Token efficiency measured:

Dataset Without pagination With @mcp_heavy Savings
65 devices (tested) ~40,300 tokens ~31,000 tokens 23%
500 devices (projected) ~310,000 tokens ~31,000 tokens 90%
2,000 devices (projected) ~1,240,000 tokens ~31,000 tokens 97%

At 500+ devices, an unpaginated response would consume the entire context window before a single operation could be performed. The @mcp_heavy decorator — configured, not coded — applies automatic pagination to prevent this.


What Was Not Touched

The following directories contain only unmodified, as-shipped code:

nautobot/nautobot/           — Nautobot core framework
nautobot/nautobot/core/      — Core views, models, authentication, API
nautobot/nautobot/dcim/      — DCIM app
nautobot/nautobot/ipam/      — IPAM app
nautobot/nautobot/circuits/  — Circuits app
nautobot/nautobot/extras/    — Extras app

No file in any of these directories was opened for editing during integration. The git history of the Nautobot repository is clean — no frisian-mcp related commits in the core packages.

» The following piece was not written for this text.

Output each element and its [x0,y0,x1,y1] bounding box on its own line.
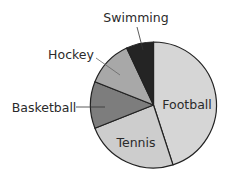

Plugin packages (nautobot-bgp-models, nautobot-golden-config, nautobot-dns-models) were also unmodified. They were installed via the standard Nautobot plugin mechanism and registered in PLUGINS in nautobot_config.py, as their own documentation requires.


Why This Matters

Nautobot is a shared platform. NTC and enterprise operators run it across teams. An integration that modifies core code creates an upgrade dependency — every Nautobot release requires the integration patch to be rebased, tested, and re-applied. A misconfigured patch breaks everyone on that instance.

An integration that only touches nautobot_config.py carries no upgrade risk. When Nautobot releases a new version, pip install --upgrade nautobot runs clean. The frisian-mcp settings in nautobot_config.py remain in place. The MCP endpoint re-registers at startup by reading the new version's OpenAPI schema.

This is the difference between a plugin and a patch. The integration demonstrated here is a plugin.


Summary

What How Where
Package install pip install frisian-mcp Standard Python packaging
App registration INSTALLED_APPS.append(...) nautobot_config.py only
MCP endpoint FRISIAN_MCP_PATH = "api/mcp" nautobot_config.py only
Authentication FRISIAN_MCP_AUTHENTICATION_CLASSES nautobot_config.py only
Tool surface FRISIAN_MCP_DISPATCH_GROUPS nautobot_config.py only
Nautobot core changes None
Plugin source changes None

Claude.ai, Claude Code, Cursor, and GPT connected to the same endpoint using the same OAuth PKCE flow. All four clients used the tools/listtools/call protocol without any client-specific configuration on the server side. The server does not know or care which client is calling — it authenticates the token, checks the tier, and dispatches the tool.


Source data: — session reports, validation logs, and build task outputs from live server runs on 2026-05-06.
Configuration source: nautobot/development/nautobot_config.py and nautobot/development/nautobot_config.prod.py — the only files modified during integration.